■ INSTRUCTIONS TO FOLLOW
If a record below holds a picture, drop the picture and copy everything else exactly.

■ PROVIDED INFORMATION
____

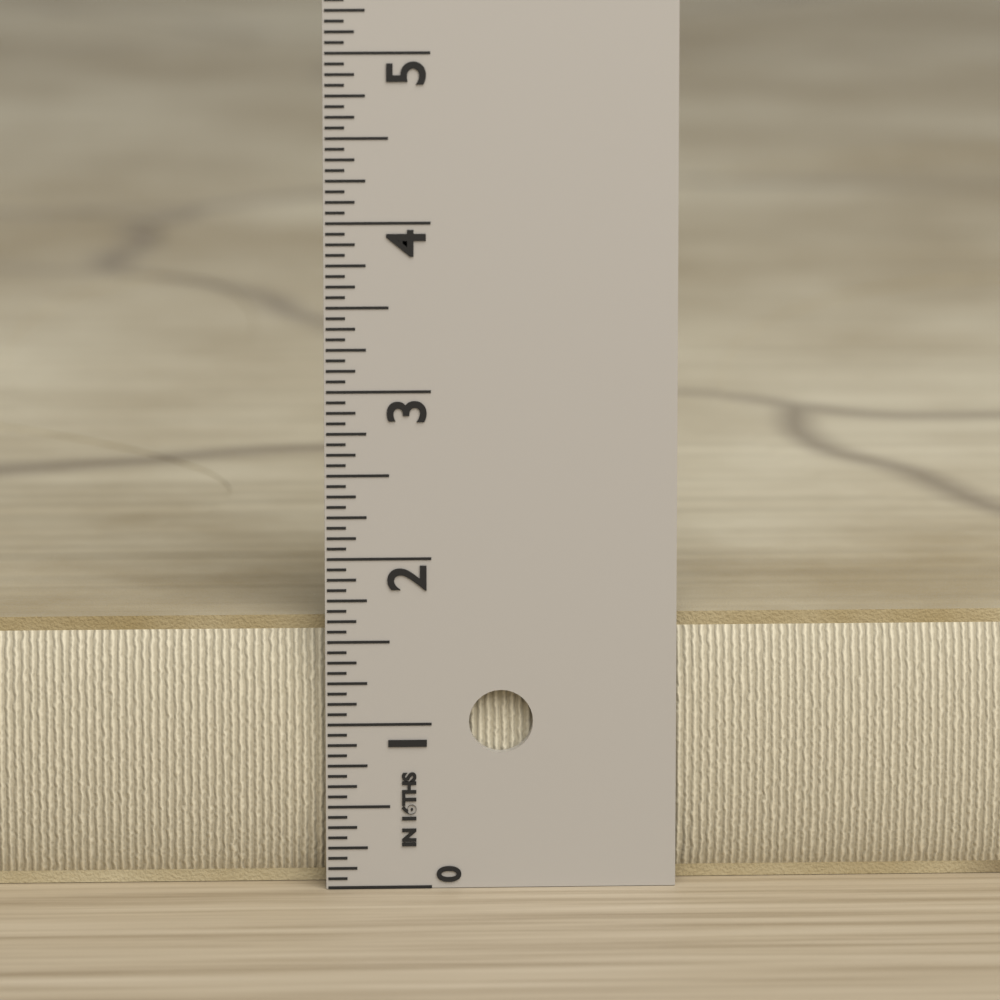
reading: 1.6250 in
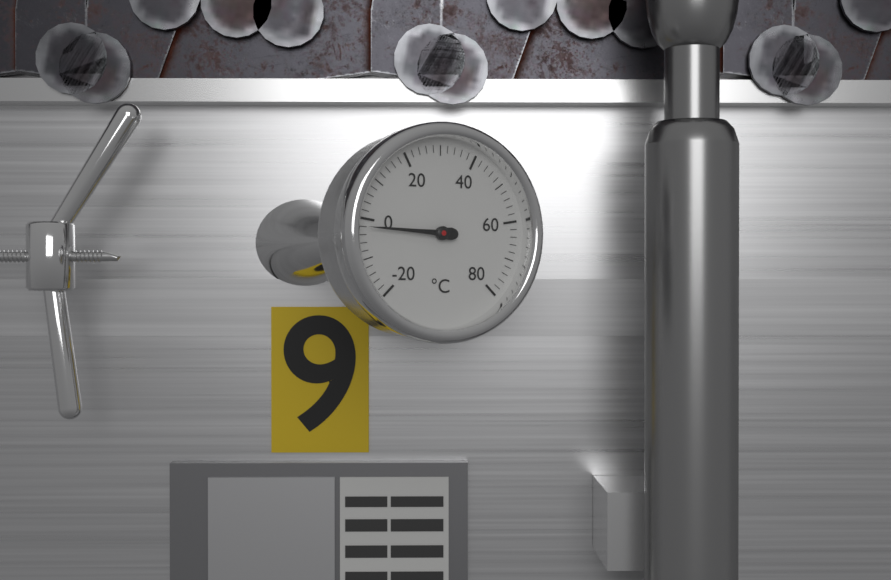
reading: -2 °C
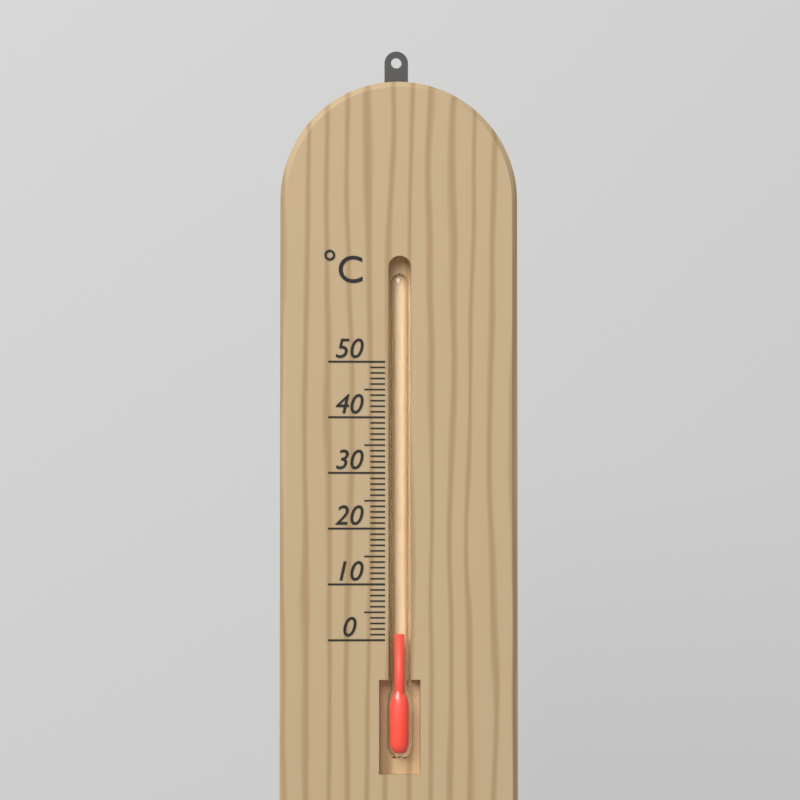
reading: 1 °C
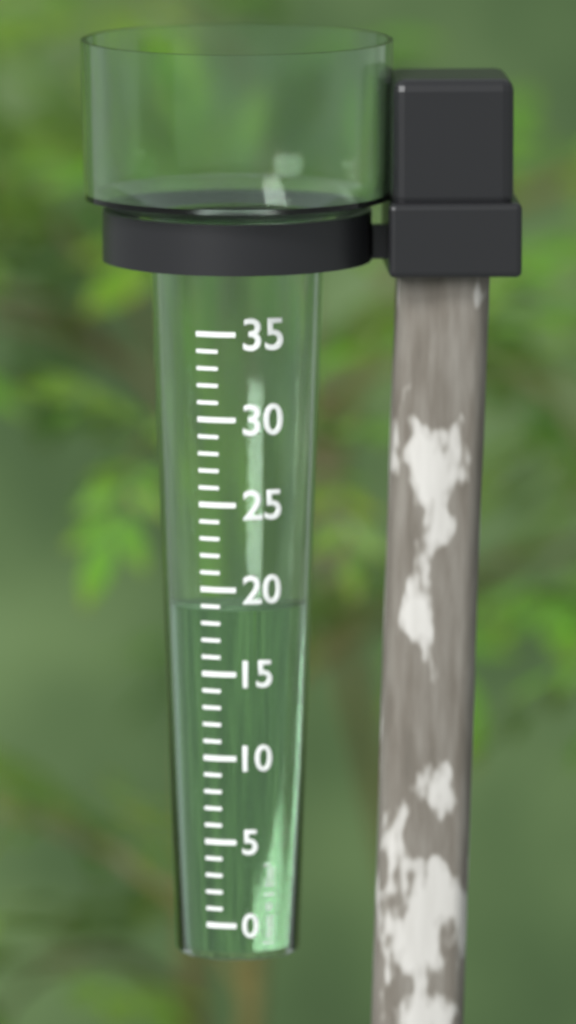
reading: 19 mm
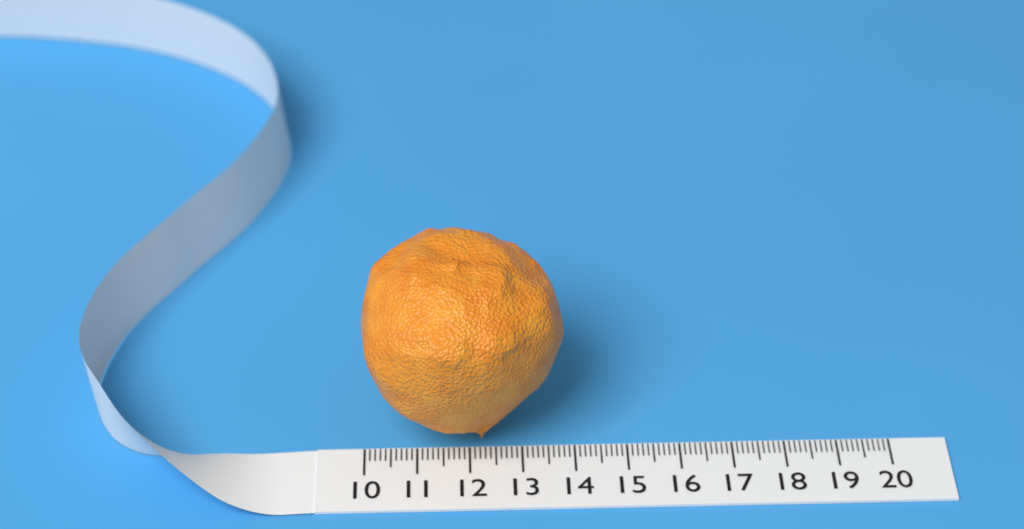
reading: 13.8 (no unit)
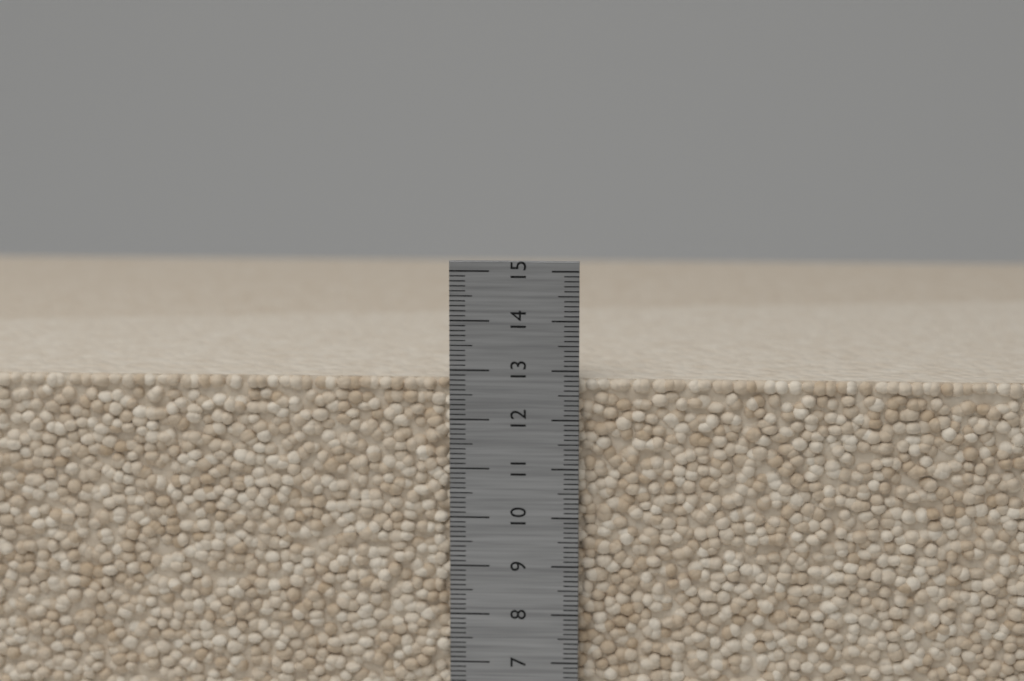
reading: 12.8 cm
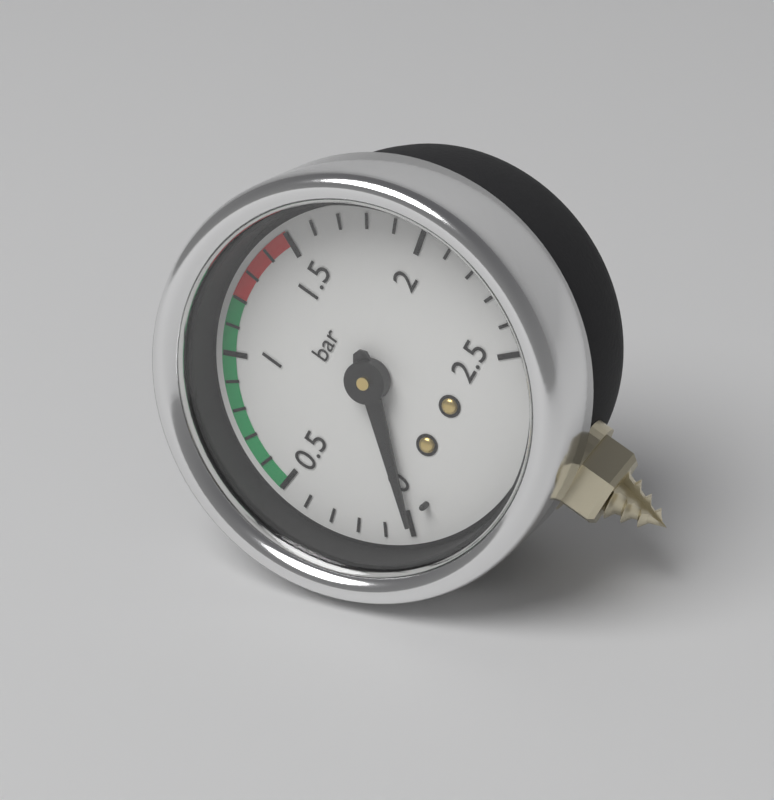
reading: 0.0 bar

____

■ YOUR SOLUTION
reading: 1.6250 in
reading: -2 °C
reading: 1 °C
reading: 19 mm
reading: 13.8 (no unit)
reading: 12.8 cm
reading: 0.0 bar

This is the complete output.